*DATASET RECORDS:*
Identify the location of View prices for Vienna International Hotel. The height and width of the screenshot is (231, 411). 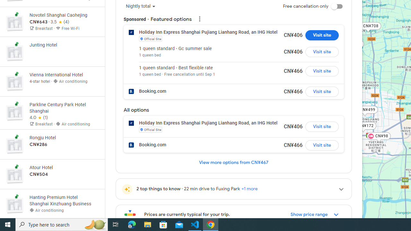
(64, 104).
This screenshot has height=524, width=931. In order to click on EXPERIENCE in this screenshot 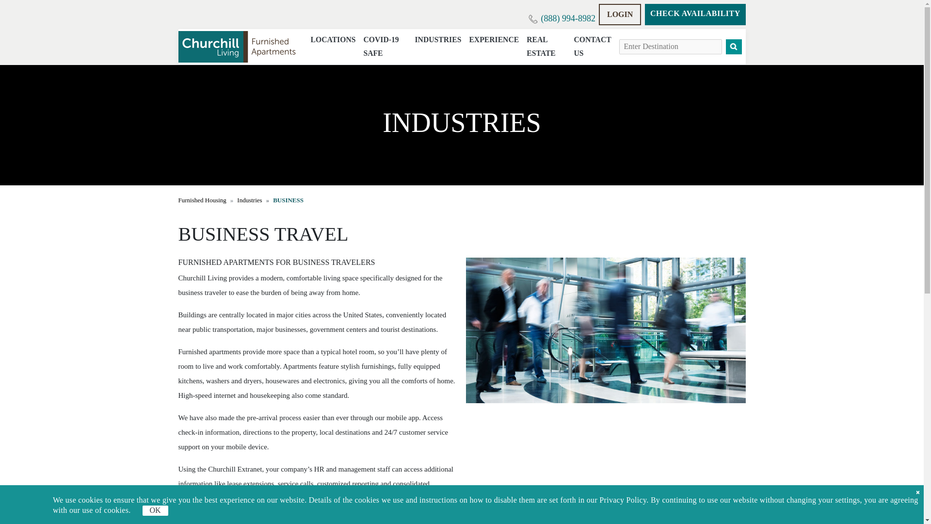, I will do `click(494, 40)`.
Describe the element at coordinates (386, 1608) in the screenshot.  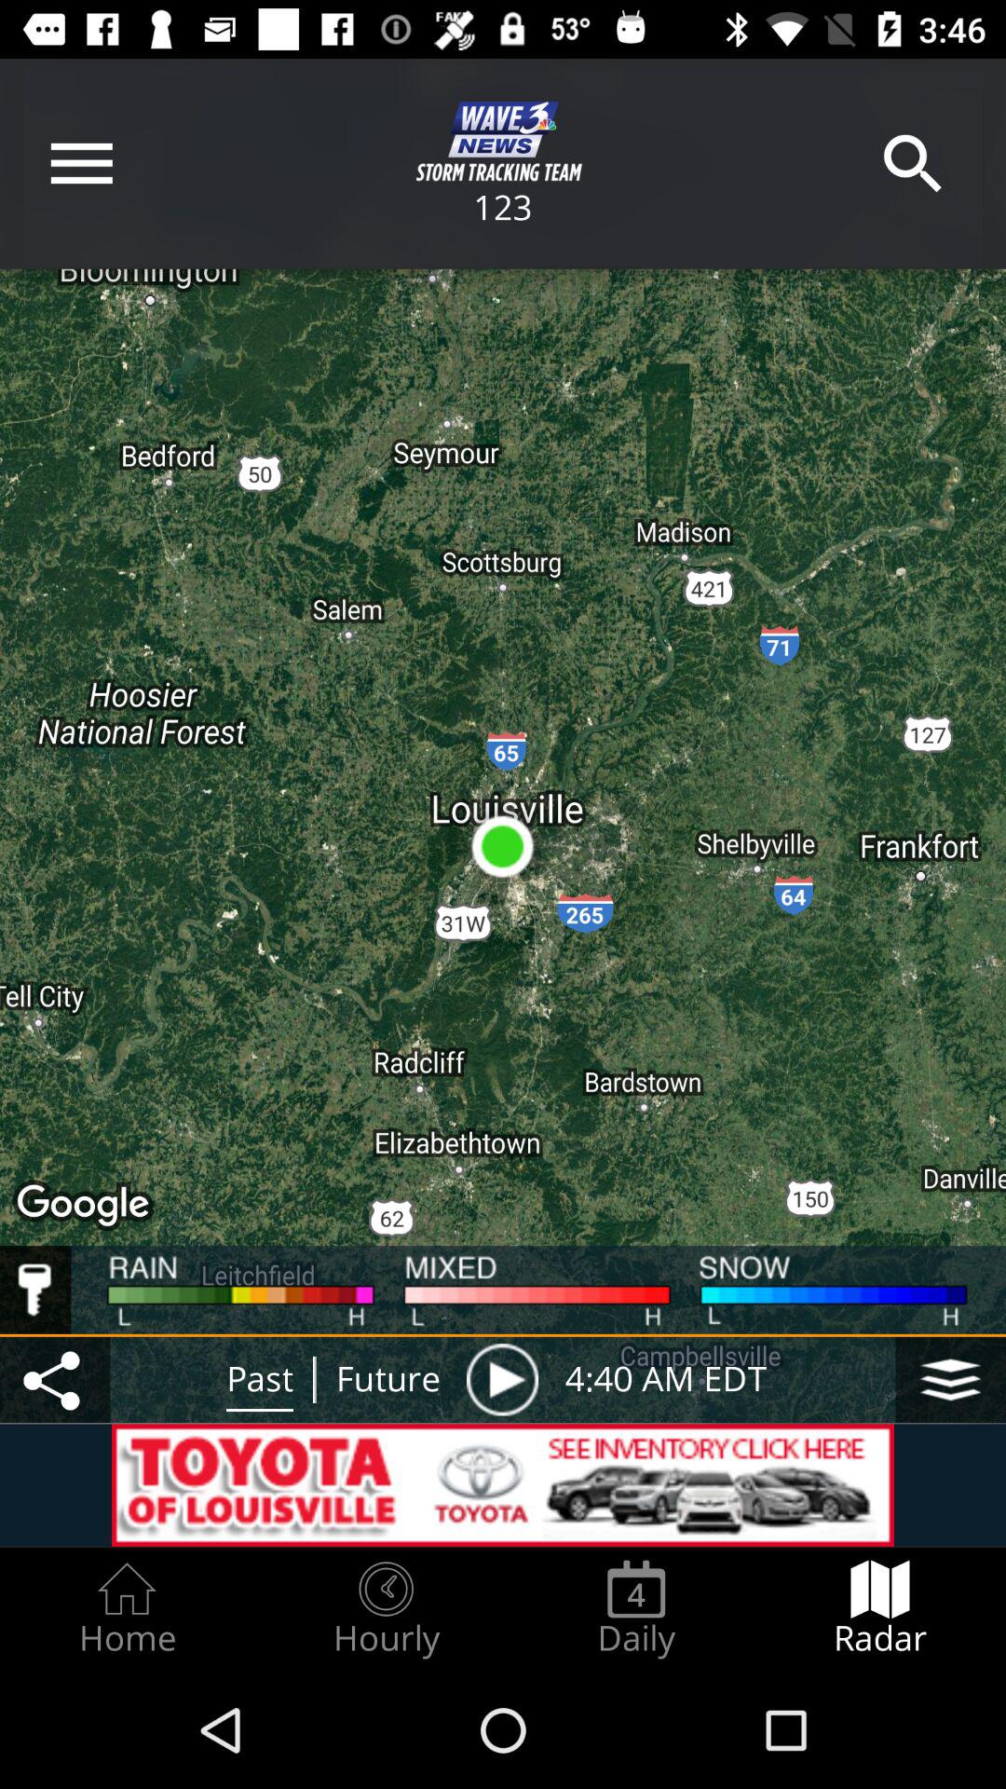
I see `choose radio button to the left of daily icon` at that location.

*TASK GOAL:* Skip the pictures and write out exactly the lines from the line containing "Describe the element" through the end of the listing above.

*RESPONSE AREA:*
Describe the element at coordinates (386, 1608) in the screenshot.  
I see `choose radio button to the left of daily icon` at that location.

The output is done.